Canada's prime minister is betting a trade deal with Beijing is worth a fight with Washington. Mark Carney, on a visit to Beijing, announced a "preliminary but landmark" deal that will reopen Canada's market to Chinese-made EVs, reversing tariffs that effectively shut them out in 2025. Ottawa will now allow up to 49,000 Chinese EVs a year at a 6.1% tariff—rising to 70,000 by year five—levels Carney said would restore imports to roughly where they were before Canada joined a US-led 100% tariff, Politico reports. In return, China will sharply scale back its own punitive duties on Canadian canola, cutting a combined rate of about 85% down to roughly 15% by March 1.
The deal will also remove Chinese tariffs on Canadian products including lobster, crab, and peas, the CBC reports. The move comes as Carney and Chinese President Xi Jinping try to reset a strained relationship and as Ottawa looks to reduce its reliance on an increasingly volatile United States under President Trump. Carney told reporters the relationship with China has become "more predictable," even as he stressed that ties with the US remain "more multifaceted, much deeper, much broader." His government has set a target of doubling Canada's trade with non-US partners within a decade, pushing harder into China and the Middle East for both exports and investment.
The EV shift puts Canada at odds with both Washington and Mexico, which recently hiked its own tariff on Chinese electric cars to 50%. US and Canadian lawmakers and unions have long warned that low-cost Chinese vehicles threaten North America's auto industry, a concern echoed by Ontario Premier Doug Ford, who urged Carney to keep tariffs unless China builds cars in Canada and hires local workers. Carney noted that even with the new quotas, Chinese EVs would represent only a small fraction of Canada's 1.8 million annual auto sales. He said China is expected to start investing in the Canadian auto industry within three years, the AP reports.
Flavio Volpe, president of the Automotive Parts Manufacturers' Association, tells the CBC that he likes some of the "guardrails" in the EV agreement, including a requirement to meet Canadian safety standards. The deal, however, is at odds with Carney's push to "buy Canadian," says Volpe, a member of Carney's council on US-Canada relations. "The concern is we're mostly export-oriented, and we're trying to return to build Canada for Canada because, of course, we've got our friction, let's call it, with the Americans," he says. "So every single sale counts. It's much better to get that sale from a company that's manufacturing here, that's buying supplies here and employing Canadians here."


TASK STATEMENT: Scan the data below for the string "Average". Show every line where it turns up.

DATA TO USE:

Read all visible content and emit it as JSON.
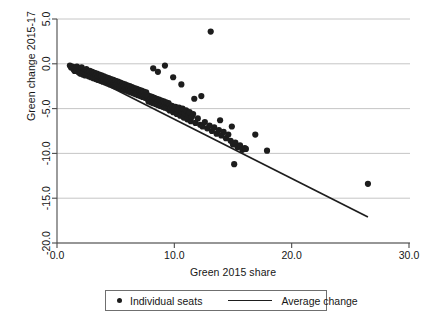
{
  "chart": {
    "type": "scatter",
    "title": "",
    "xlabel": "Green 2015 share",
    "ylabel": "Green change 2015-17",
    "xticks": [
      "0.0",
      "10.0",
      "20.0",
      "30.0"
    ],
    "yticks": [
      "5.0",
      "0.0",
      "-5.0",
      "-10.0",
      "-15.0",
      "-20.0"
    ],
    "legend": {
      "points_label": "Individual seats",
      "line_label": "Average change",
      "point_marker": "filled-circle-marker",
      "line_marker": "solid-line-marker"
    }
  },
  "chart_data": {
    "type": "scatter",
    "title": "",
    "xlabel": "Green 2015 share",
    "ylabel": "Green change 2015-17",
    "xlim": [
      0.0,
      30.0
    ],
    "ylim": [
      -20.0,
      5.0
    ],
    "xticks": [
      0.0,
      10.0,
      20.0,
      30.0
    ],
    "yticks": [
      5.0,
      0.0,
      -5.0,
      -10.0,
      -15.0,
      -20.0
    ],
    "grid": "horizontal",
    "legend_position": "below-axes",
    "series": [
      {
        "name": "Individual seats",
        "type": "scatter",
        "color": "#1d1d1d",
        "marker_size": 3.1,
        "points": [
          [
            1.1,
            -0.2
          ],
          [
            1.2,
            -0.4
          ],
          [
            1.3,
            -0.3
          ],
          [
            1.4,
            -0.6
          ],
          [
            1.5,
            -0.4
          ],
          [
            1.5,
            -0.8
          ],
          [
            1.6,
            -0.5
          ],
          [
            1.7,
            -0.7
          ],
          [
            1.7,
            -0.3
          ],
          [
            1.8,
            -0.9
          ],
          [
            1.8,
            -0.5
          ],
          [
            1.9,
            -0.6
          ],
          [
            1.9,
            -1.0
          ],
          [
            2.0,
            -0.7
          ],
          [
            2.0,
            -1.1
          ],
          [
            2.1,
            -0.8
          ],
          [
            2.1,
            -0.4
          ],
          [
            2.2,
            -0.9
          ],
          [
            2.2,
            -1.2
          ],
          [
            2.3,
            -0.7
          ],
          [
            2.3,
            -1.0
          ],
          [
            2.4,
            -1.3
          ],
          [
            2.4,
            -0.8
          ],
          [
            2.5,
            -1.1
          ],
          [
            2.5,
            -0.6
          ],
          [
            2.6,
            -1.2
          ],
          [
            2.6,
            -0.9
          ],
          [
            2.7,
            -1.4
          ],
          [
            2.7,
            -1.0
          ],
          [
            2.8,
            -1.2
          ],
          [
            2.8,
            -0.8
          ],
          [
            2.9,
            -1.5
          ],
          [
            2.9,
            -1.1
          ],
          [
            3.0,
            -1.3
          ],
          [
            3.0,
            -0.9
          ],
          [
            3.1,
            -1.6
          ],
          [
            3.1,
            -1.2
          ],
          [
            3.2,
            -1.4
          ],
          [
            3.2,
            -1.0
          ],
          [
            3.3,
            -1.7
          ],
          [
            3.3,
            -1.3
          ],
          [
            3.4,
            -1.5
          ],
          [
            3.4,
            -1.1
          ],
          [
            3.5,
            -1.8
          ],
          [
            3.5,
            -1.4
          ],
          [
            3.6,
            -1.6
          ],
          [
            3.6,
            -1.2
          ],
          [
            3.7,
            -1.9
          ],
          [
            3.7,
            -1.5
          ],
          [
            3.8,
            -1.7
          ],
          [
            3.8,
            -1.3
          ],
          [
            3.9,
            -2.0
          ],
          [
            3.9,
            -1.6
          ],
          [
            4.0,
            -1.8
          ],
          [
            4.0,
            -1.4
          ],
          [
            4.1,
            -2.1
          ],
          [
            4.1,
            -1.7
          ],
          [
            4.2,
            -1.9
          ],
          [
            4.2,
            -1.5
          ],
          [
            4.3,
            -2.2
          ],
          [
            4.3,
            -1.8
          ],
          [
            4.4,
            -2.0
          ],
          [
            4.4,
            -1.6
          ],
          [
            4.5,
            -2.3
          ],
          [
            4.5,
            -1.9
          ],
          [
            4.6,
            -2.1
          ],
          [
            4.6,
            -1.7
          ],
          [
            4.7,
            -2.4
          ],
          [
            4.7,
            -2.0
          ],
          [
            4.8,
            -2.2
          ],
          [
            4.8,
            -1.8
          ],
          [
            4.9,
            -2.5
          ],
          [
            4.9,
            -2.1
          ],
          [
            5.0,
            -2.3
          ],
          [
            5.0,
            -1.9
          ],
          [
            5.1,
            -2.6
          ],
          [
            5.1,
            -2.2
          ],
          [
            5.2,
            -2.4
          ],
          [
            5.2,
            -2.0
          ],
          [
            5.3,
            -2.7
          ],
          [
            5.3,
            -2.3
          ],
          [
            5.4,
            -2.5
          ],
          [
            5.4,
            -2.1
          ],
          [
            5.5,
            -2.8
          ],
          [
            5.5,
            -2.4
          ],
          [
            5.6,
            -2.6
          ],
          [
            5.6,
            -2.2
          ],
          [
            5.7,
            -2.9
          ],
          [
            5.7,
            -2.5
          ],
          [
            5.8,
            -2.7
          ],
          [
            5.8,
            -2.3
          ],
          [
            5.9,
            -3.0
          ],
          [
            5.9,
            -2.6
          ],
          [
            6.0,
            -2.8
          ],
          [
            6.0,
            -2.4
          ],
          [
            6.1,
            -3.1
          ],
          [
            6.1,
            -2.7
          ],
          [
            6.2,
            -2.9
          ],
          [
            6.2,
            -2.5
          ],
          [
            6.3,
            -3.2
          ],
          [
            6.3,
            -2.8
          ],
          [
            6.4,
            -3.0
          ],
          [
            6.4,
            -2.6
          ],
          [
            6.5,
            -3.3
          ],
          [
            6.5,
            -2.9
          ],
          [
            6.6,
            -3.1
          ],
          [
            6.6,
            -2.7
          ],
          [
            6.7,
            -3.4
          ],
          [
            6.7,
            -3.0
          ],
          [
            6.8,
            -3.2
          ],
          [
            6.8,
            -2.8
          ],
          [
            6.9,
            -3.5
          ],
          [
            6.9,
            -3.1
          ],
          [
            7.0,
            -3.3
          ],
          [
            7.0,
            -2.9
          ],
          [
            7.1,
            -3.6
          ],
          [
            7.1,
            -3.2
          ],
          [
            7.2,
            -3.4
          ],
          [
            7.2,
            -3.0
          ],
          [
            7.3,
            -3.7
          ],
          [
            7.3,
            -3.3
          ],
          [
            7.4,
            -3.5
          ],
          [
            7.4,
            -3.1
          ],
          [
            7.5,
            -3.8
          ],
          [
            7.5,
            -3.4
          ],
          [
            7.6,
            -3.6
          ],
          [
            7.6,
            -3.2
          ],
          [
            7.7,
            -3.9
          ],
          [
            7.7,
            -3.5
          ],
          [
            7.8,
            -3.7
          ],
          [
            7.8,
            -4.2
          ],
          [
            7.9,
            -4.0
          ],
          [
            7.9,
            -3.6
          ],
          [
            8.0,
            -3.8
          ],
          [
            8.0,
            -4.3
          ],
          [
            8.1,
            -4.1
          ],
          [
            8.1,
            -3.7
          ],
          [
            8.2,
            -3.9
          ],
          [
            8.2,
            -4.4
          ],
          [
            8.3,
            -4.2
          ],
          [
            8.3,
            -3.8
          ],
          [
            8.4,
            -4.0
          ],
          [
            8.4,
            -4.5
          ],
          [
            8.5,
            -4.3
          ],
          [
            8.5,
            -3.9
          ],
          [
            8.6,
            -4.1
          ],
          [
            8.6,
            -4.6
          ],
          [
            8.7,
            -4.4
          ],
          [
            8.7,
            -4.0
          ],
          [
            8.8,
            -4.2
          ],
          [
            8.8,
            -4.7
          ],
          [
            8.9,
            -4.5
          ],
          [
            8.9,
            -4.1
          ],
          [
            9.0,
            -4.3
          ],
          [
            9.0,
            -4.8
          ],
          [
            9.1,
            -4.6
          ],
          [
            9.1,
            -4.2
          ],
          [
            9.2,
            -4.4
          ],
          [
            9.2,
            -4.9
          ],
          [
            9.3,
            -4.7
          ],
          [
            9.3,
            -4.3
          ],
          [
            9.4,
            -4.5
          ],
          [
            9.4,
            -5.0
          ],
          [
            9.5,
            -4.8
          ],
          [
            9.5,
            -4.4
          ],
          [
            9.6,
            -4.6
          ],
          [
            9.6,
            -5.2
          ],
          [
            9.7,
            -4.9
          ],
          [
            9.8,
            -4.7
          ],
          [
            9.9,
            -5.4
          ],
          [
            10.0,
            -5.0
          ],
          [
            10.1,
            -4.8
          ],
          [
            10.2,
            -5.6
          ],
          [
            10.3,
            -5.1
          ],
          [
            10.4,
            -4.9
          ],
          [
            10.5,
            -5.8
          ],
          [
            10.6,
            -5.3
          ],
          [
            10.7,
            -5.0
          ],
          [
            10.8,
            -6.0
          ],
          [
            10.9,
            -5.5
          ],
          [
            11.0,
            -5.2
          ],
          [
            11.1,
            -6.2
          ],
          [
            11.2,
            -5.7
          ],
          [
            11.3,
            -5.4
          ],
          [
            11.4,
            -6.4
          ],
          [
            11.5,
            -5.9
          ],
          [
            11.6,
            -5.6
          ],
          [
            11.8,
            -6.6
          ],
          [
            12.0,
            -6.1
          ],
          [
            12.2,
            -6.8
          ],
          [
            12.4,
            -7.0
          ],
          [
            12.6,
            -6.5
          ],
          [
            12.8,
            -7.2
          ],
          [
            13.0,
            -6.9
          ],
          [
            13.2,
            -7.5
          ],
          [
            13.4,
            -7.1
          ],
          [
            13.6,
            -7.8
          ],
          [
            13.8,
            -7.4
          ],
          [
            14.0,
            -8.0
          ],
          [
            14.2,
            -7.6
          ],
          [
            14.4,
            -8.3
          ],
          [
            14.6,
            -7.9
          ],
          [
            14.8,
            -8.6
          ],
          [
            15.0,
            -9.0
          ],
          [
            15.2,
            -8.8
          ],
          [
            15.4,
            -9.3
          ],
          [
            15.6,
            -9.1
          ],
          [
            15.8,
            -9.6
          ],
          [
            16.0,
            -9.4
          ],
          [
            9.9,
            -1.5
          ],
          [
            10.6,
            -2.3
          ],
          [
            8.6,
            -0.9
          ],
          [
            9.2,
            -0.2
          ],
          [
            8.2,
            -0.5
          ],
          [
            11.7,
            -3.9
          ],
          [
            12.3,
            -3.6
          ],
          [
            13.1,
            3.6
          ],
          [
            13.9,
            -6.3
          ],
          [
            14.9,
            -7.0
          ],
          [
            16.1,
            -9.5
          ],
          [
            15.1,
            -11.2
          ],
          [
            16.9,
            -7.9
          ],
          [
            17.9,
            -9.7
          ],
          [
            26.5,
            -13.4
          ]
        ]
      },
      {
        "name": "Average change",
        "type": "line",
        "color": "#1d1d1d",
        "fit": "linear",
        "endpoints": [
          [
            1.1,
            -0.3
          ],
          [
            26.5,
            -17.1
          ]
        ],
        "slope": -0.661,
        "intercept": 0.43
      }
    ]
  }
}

WORKED SOLUTION:
      "line_label": "Average change",
        "name": "Average change",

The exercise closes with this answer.